- About this task:
Leaving out the pictures, write out exactly each line from the line with "is (670, 1191)." through the close of the listing below.

++++ Data for analysis ++++

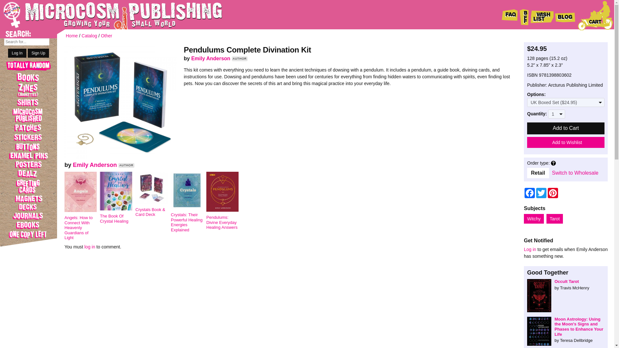 The height and width of the screenshot is (348, 619). Describe the element at coordinates (224, 219) in the screenshot. I see `Pendulums: Divine Everyday Healing Answers` at that location.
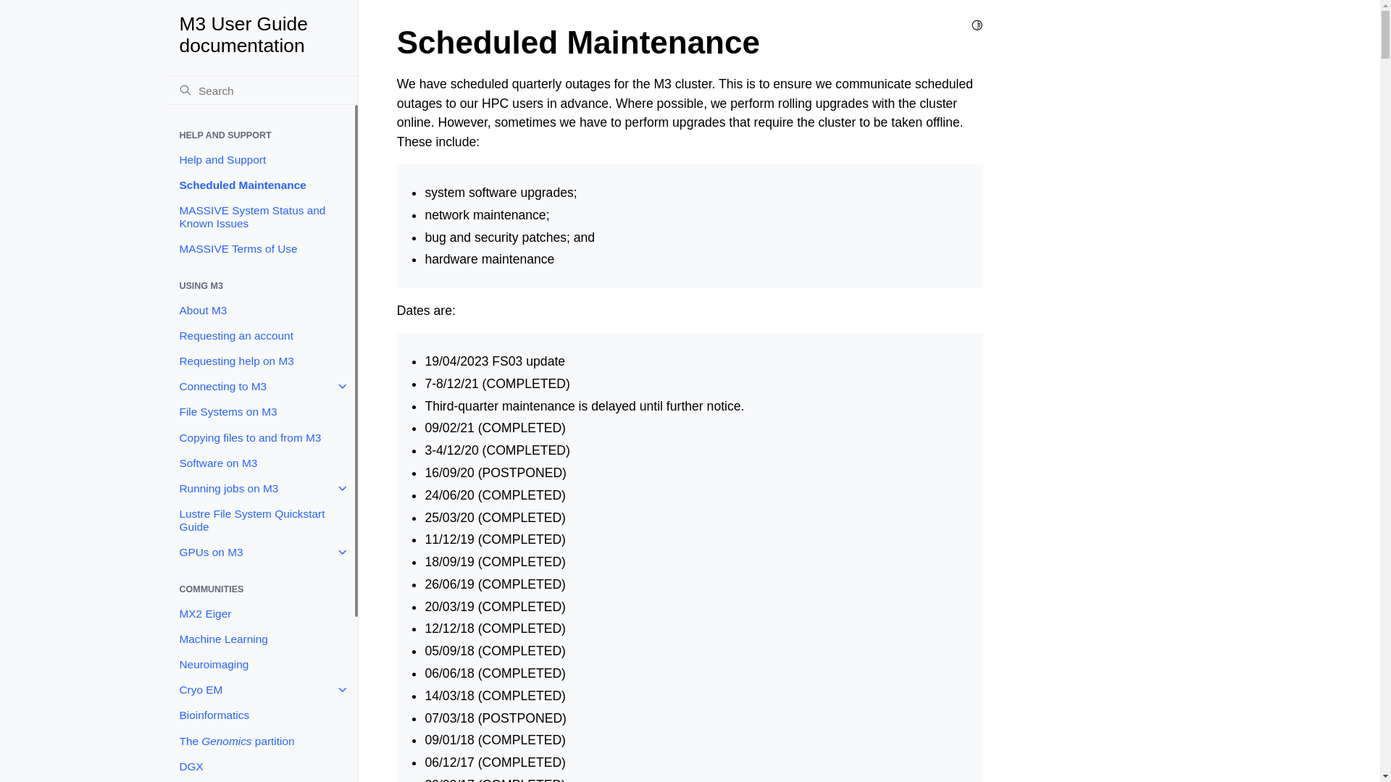  What do you see at coordinates (261, 639) in the screenshot?
I see `Machine Learning` at bounding box center [261, 639].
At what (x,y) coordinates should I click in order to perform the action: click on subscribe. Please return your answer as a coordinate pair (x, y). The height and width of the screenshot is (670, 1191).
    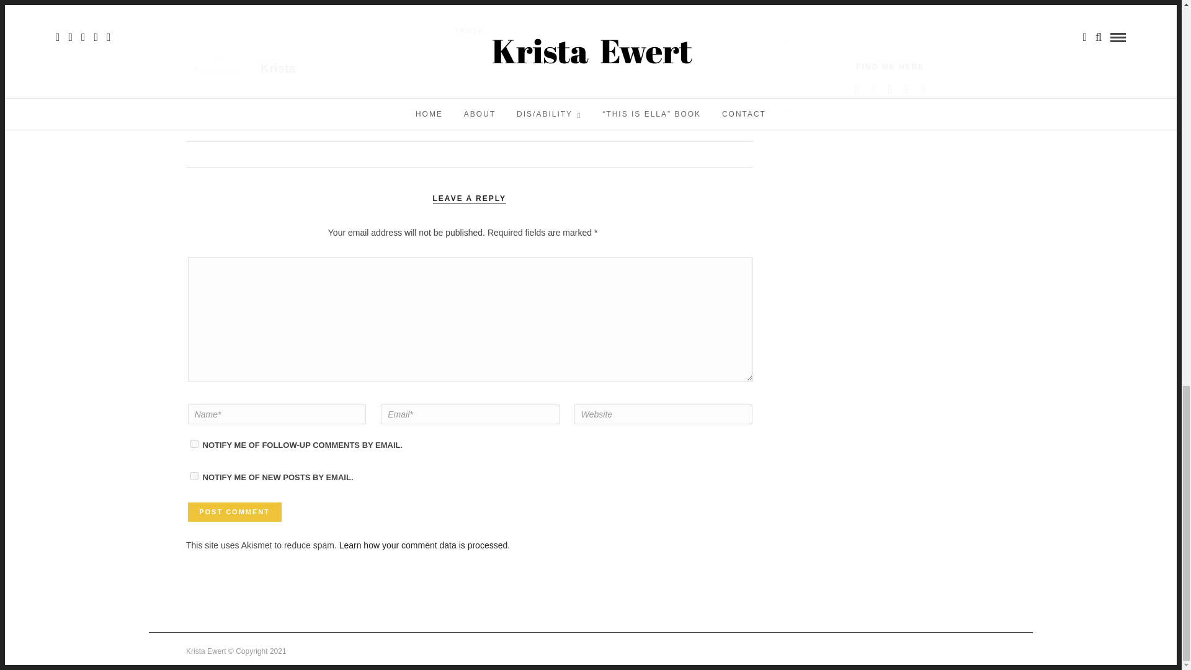
    Looking at the image, I should click on (195, 443).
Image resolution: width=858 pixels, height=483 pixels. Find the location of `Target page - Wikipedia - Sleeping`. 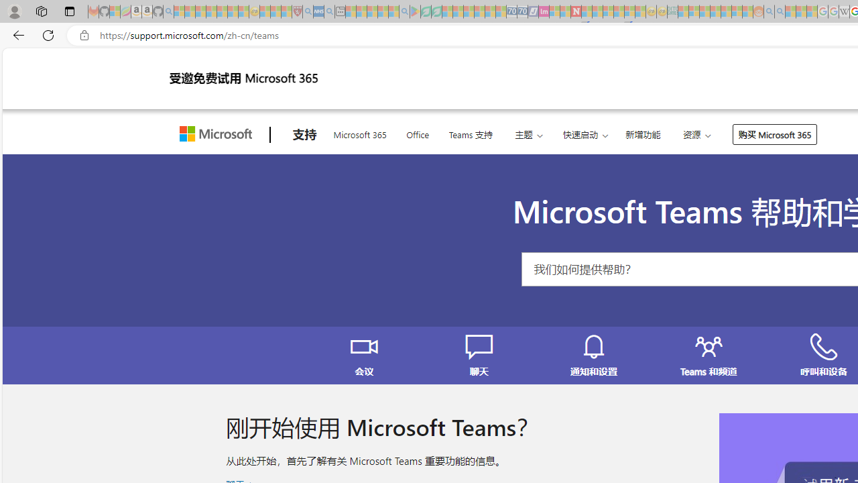

Target page - Wikipedia - Sleeping is located at coordinates (844, 12).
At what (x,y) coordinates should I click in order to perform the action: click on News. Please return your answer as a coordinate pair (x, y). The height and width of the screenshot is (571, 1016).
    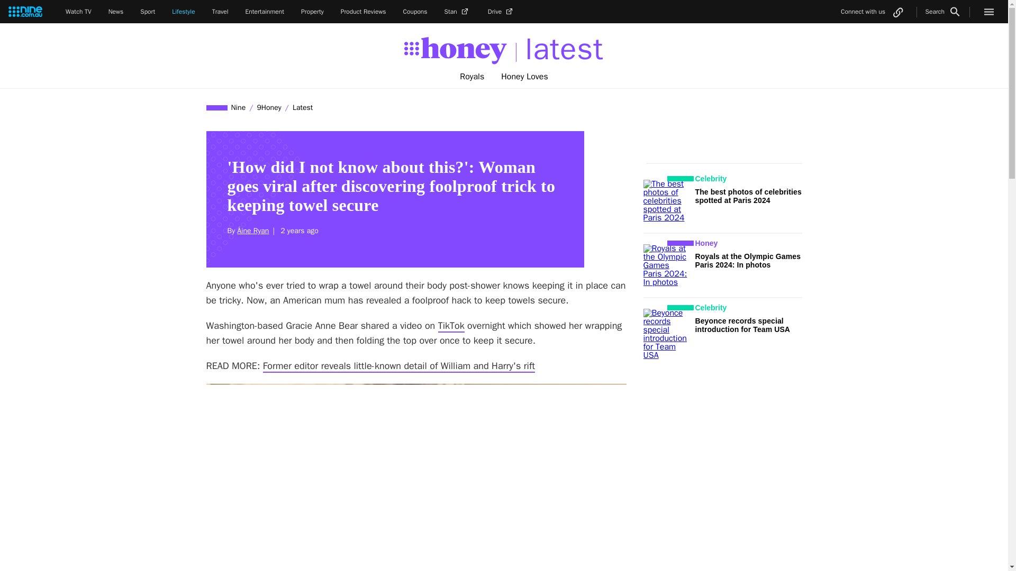
    Looking at the image, I should click on (116, 12).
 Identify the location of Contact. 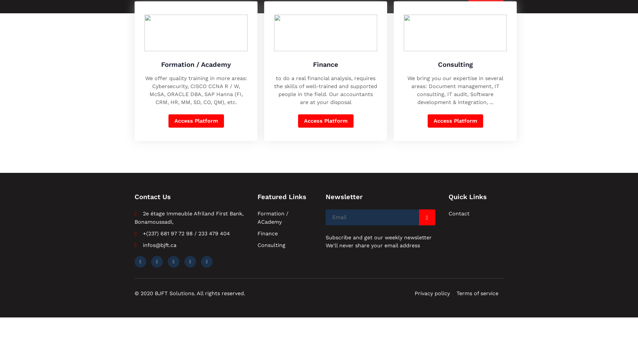
(459, 213).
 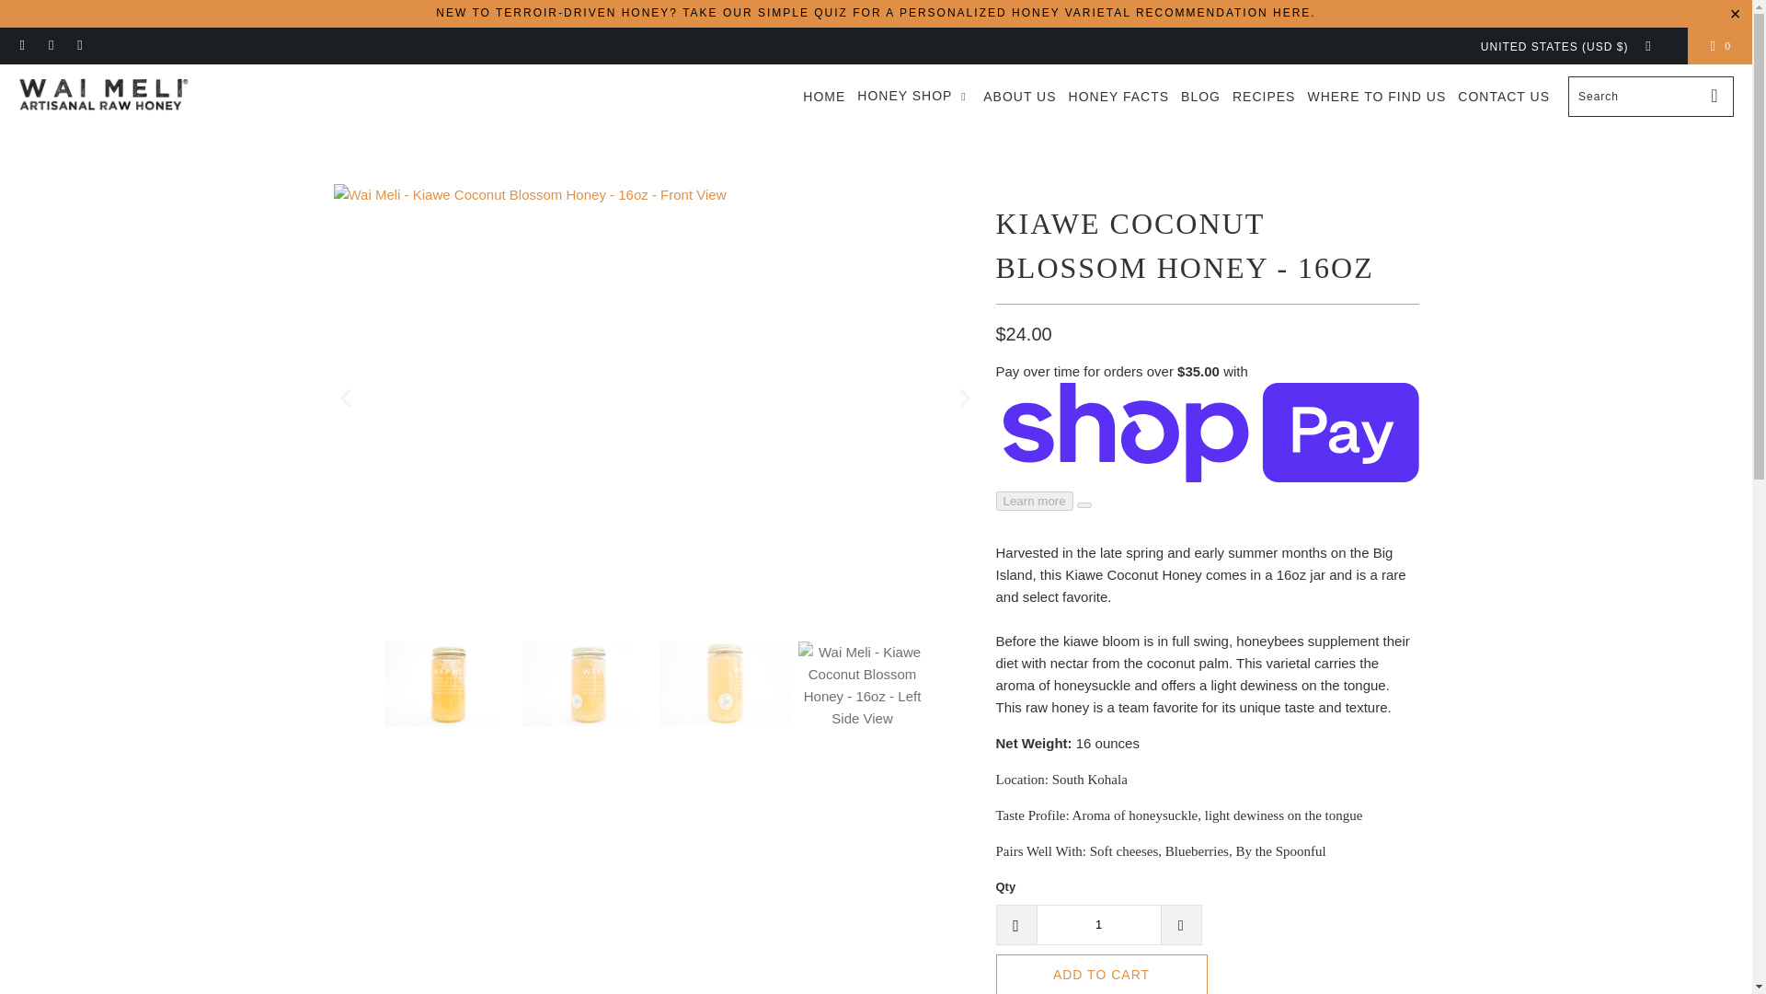 I want to click on Wai Meli , so click(x=103, y=97).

++++

- Response for this exercise:
At what (x,y) coordinates should I click in order to perform the action: click on subscribe. Please return your answer as a coordinate pair (x, y). The height and width of the screenshot is (670, 1191).
    Looking at the image, I should click on (195, 443).
Image resolution: width=858 pixels, height=483 pixels. Find the location of `Target page - Wikipedia - Sleeping`. 

Target page - Wikipedia - Sleeping is located at coordinates (844, 12).
At what (x,y) coordinates should I click in order to perform the action: click on News. Please return your answer as a coordinate pair (x, y). The height and width of the screenshot is (571, 1016).
    Looking at the image, I should click on (116, 12).
 Identify the location of Contact. 
(459, 213).
  I want to click on Wai Meli , so click(x=103, y=97).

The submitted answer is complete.